Posted on 01/29/2004 3:36:58 PM PST by dennisw
Linux delivers for U.S. Postal Service
Linux-based scanning machines speed mail sorting in 250 facilities.
While many businesses are just now turning to Linux as a server platform, the technology has delivered for the U.S. Postal Service for several years.
The Postal Service has used penguin power since 1999 to streamline the "snail mail" process. More than 900 Linux machines currently sort in excess of 670 million pieces of mail per day in the Postal Service's 250 mail-sorting sites around the country.
"Linux has been working well for us for some time now," says Jasbir Sandhu, electronics engineer at for the USPS, who oversaw this automation project at the USPS. "It's very stable, and the cost is excellent."
Computers have sorted mail at the Postal Service since the 1980s, when electronic scanning systems were first installed. Those systems were based on proprietary optical character recognition (OCR) hardware that was controlled by a Digital Equipment VAX system.
This improved efficiency at the Postal Service, Sandhu says, but the systems still only handled about half the mail that came into the Postal Service's facilities. By the mid-1990s, "we needed a system that did a better job than that," he says.
Linux looks for new worlds to conquer
Part of the problem was that the old system was difficult to modify and upgrading it was expensive because the computers used many hard-wired components for running OCR algorithms.
"That's why we went looking for a software-based system instead," Sandhu says. "We looked at some Unix-based systems, but they were too expensive in terms of licensing. As for Windows, there weren't any OCR applications that could be ported to that environment."
The Postal Service put out several bids and chose Pacific Northwest Software as its integration contractor. That's where Linux technology came in.
"The decision to use Linux was fairly straightforward," says John Taves, principal with Pacific Northwest, who was involved with the USPS project.
"A big plus with Linux is you don't have to worry about licensing," Taves says. "When programming with a commercial operating system, you usually can't get the source code, and you can't talk to the developers. With Linux, if there are questions or problems, you just get into a chat room, there's usually someone who will help you work things out."
The low licensing costs and the ability to develop Linux code quickly allowed Pacific Northwest to deliver a system that fit the USPS's needs and budget, Taves says.
"I had never heard of it before," Sandhu says. "But when we were introduced to [Linux], it looked perfect for our application."
Color me old-fashioned but there's something a bit disturbing about the U.S. Postal Service going to a chatroom for tech support.
"Chatroom" is probably a substitute term used by someone that doesn't understand the nomenclature.
The correct term is "channel", on IRC (Internet Relay Chat). While some of the them are havens for the cracker culture, some of them are extremely useful for real-time assistance, if you know where to look.
Personally, I find Google to be the fastest way to find a problem. I enter the error message or a concise description of the problem, and I usually get links to mailing list postings that describe the problem and subsequent postings that describe the solution.
This is what bothers me about the Linux press releases disguised as news articles, they make these wild proclomations but never offer any corroborating evidence, much like the actual Linux proponents themselves. That was presented as the conclusion of the whole article, yet obviously suspect.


**EXERCISE INSTRUCTIONS**
Please keep to the lines below from the one with "This screenshot has height=666, width=1255." through the one with "What do you see at coordinates (395, 133)", and restate them word for word, ends included.

(Stored data entries)
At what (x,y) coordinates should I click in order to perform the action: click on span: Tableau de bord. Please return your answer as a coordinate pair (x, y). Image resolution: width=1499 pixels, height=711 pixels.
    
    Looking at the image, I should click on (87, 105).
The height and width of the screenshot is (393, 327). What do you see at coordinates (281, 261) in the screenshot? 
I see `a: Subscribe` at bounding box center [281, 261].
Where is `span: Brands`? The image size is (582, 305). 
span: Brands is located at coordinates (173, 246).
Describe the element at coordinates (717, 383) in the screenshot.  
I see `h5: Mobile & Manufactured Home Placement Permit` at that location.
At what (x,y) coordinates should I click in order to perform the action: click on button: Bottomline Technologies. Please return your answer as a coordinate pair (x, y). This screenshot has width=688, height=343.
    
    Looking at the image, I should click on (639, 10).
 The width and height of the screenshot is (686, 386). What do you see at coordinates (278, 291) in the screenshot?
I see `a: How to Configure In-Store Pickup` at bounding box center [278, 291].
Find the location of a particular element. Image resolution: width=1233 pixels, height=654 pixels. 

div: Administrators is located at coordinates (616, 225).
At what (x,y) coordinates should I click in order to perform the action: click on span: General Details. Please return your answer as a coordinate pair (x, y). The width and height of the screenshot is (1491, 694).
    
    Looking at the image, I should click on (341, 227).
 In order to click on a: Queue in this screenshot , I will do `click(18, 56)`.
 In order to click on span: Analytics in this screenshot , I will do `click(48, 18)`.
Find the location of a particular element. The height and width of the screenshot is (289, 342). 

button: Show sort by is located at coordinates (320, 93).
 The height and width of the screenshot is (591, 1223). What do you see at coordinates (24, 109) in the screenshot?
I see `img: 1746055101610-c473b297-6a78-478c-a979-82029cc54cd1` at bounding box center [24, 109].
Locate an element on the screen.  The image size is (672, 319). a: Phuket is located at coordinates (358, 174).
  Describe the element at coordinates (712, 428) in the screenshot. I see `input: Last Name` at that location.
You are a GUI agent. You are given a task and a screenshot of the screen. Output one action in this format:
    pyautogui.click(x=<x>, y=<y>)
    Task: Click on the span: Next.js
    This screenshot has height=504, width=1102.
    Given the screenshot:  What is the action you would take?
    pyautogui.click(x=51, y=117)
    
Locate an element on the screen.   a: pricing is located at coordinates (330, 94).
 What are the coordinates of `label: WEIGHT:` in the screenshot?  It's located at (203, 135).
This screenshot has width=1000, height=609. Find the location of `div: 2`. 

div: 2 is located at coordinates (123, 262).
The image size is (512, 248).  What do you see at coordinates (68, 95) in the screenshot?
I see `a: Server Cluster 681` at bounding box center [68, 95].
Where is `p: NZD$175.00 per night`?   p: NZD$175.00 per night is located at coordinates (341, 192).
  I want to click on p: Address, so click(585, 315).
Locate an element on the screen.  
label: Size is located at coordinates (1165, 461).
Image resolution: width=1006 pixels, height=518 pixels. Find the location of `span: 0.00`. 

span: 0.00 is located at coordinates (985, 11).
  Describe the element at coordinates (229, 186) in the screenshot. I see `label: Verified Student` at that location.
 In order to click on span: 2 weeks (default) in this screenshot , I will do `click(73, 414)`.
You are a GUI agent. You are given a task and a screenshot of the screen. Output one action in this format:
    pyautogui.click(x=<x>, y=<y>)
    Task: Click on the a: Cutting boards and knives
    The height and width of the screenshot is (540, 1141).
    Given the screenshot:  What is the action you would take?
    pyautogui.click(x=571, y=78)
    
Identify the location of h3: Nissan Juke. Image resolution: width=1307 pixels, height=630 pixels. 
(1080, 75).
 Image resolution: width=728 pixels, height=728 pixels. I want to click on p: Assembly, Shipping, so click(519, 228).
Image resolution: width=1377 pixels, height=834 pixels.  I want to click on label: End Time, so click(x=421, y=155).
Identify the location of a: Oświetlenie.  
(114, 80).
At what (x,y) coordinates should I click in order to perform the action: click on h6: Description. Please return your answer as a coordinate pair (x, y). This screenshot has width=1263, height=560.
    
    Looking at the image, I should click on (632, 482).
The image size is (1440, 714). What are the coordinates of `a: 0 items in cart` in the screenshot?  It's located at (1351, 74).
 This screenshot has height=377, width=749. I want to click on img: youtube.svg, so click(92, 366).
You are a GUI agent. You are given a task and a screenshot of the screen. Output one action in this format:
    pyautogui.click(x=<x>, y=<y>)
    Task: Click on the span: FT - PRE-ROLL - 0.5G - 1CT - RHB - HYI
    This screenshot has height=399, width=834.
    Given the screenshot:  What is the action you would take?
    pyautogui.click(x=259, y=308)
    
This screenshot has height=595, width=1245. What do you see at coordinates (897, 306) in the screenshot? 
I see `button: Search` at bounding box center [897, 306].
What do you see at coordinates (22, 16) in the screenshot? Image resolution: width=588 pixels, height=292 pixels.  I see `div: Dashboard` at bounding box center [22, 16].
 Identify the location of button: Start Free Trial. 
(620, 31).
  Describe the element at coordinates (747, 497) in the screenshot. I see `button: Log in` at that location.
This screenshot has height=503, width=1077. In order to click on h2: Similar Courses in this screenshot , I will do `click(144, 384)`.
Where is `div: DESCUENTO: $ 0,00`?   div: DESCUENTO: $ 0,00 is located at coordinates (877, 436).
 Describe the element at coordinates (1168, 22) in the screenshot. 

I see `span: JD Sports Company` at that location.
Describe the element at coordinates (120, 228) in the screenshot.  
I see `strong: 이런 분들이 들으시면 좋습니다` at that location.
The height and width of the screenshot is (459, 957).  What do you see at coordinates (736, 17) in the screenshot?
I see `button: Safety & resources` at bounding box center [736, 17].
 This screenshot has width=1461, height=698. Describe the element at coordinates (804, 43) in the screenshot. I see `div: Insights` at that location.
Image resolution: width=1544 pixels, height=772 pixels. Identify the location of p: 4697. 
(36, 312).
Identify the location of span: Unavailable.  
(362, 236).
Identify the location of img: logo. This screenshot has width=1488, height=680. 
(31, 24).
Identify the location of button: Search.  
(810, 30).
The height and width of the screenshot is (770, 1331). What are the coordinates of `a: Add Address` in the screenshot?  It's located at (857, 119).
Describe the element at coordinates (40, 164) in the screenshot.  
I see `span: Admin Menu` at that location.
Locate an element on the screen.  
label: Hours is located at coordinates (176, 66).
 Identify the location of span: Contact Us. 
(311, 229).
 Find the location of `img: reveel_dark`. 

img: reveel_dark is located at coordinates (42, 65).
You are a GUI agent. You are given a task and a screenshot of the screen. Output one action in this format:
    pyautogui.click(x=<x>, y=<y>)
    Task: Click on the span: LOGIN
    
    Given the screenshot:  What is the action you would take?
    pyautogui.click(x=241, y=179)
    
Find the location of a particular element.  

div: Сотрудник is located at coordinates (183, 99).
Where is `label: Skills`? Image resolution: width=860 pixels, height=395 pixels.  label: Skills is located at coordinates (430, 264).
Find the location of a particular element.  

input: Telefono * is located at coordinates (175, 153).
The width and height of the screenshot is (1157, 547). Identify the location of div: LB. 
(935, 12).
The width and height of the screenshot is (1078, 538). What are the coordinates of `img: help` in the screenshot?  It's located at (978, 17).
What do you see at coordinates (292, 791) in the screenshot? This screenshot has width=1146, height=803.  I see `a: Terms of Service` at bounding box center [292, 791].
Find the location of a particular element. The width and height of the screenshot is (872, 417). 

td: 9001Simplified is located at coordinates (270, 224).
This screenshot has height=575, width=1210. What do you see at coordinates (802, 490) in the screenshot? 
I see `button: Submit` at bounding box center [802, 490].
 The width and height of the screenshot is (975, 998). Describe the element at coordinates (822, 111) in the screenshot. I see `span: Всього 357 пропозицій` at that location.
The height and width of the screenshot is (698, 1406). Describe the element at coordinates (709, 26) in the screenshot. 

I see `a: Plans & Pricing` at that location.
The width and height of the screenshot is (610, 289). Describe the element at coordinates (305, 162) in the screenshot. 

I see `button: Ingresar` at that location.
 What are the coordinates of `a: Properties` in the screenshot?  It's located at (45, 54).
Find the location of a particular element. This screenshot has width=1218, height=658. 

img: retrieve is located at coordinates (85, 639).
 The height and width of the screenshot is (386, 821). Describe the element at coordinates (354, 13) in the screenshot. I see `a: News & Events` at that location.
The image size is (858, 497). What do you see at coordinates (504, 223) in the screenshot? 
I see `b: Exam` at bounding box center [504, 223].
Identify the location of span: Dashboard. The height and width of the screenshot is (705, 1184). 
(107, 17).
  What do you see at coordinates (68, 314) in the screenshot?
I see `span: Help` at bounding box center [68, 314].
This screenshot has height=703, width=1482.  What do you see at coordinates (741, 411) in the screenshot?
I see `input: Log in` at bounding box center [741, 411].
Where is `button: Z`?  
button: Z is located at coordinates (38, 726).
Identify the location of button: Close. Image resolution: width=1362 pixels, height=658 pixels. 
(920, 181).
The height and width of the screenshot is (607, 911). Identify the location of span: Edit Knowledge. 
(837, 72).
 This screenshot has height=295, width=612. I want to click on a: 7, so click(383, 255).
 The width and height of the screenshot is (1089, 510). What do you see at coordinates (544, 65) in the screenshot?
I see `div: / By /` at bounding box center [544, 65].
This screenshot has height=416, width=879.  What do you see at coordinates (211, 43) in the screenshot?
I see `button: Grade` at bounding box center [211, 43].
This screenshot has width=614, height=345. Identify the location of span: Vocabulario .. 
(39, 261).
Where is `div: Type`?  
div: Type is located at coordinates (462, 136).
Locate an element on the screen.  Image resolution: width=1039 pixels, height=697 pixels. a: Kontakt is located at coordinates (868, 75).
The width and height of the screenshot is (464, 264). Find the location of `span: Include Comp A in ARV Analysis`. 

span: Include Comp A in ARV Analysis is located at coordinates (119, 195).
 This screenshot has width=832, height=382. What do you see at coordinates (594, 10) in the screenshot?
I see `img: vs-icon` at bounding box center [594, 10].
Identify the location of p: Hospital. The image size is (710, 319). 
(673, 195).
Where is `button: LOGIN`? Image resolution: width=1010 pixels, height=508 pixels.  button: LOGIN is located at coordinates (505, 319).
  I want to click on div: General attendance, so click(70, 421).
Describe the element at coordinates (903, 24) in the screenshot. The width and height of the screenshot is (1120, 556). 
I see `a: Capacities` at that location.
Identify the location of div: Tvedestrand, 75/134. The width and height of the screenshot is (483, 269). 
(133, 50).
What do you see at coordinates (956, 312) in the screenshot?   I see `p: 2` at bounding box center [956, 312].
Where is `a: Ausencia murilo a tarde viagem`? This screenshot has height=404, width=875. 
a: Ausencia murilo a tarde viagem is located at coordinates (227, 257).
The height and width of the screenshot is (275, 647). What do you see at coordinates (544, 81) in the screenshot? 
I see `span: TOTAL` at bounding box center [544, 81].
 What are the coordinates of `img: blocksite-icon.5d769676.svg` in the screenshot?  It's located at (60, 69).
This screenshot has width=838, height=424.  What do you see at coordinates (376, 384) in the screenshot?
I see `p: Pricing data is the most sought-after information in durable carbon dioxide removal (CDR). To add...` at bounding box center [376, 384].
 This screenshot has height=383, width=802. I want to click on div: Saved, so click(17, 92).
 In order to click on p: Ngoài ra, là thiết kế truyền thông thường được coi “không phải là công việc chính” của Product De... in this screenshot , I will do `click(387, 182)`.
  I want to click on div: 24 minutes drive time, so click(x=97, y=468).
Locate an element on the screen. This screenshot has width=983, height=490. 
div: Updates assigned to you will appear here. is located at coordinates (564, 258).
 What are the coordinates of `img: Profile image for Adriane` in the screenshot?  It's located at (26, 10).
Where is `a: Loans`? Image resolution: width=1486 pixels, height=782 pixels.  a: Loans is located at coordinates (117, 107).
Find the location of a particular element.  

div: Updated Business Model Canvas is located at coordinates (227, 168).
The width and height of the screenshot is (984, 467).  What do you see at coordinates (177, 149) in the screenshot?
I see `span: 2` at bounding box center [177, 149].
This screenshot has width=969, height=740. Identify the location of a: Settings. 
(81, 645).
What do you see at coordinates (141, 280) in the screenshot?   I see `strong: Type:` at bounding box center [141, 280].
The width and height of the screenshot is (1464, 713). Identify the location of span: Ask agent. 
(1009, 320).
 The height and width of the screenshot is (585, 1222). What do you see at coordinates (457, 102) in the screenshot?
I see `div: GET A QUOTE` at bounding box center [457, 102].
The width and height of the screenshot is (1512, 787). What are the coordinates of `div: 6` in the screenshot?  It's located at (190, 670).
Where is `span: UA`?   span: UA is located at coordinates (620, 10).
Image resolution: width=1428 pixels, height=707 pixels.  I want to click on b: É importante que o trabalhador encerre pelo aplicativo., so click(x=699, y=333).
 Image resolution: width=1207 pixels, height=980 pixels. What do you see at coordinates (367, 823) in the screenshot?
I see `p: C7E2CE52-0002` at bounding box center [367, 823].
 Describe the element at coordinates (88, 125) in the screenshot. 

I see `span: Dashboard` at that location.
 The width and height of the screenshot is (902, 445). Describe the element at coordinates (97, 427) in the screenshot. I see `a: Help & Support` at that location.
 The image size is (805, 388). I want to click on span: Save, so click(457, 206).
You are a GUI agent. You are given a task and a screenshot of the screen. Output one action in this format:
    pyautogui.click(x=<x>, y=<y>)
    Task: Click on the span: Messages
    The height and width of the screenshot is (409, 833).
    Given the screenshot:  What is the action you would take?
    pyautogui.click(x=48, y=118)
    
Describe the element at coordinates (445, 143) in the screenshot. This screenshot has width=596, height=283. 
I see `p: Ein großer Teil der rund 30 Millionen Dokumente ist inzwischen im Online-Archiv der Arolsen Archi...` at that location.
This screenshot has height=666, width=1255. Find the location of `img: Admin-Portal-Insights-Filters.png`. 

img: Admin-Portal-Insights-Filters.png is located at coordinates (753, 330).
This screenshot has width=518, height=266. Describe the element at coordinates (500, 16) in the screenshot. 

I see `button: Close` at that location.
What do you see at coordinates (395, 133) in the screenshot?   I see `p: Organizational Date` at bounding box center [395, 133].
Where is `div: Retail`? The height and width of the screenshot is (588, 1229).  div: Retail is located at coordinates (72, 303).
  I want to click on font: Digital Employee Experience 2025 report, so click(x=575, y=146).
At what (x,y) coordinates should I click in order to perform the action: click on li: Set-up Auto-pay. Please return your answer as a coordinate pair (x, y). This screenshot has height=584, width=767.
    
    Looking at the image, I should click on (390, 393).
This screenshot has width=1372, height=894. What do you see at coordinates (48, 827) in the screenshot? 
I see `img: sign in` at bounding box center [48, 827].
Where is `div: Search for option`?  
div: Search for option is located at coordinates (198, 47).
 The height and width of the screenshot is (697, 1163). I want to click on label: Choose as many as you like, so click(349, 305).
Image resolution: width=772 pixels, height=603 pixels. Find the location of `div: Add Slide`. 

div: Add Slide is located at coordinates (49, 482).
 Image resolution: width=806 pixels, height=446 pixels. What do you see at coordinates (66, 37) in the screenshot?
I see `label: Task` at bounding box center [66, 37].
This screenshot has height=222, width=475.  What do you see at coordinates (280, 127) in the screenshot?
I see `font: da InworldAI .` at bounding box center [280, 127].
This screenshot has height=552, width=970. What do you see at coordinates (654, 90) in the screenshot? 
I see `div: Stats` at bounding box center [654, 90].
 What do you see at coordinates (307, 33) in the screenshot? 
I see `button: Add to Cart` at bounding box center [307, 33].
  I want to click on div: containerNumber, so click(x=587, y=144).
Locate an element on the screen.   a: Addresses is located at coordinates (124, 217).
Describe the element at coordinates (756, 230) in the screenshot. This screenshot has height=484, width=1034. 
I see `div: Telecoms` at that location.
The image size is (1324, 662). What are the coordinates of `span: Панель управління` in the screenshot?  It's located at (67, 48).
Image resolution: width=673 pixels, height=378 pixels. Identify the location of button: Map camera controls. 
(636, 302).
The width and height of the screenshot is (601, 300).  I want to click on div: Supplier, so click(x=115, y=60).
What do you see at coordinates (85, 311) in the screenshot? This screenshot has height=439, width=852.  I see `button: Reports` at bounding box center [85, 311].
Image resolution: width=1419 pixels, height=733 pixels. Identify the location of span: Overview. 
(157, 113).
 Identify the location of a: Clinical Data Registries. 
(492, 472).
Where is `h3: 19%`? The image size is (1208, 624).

**RESPONSE AREA**
This screenshot has height=666, width=1255. Find the location of `img: Admin-Portal-Insights-Filters.png`. 

img: Admin-Portal-Insights-Filters.png is located at coordinates (753, 330).
This screenshot has width=518, height=266. Describe the element at coordinates (500, 16) in the screenshot. 

I see `button: Close` at that location.
What do you see at coordinates (395, 133) in the screenshot?   I see `p: Organizational Date` at bounding box center [395, 133].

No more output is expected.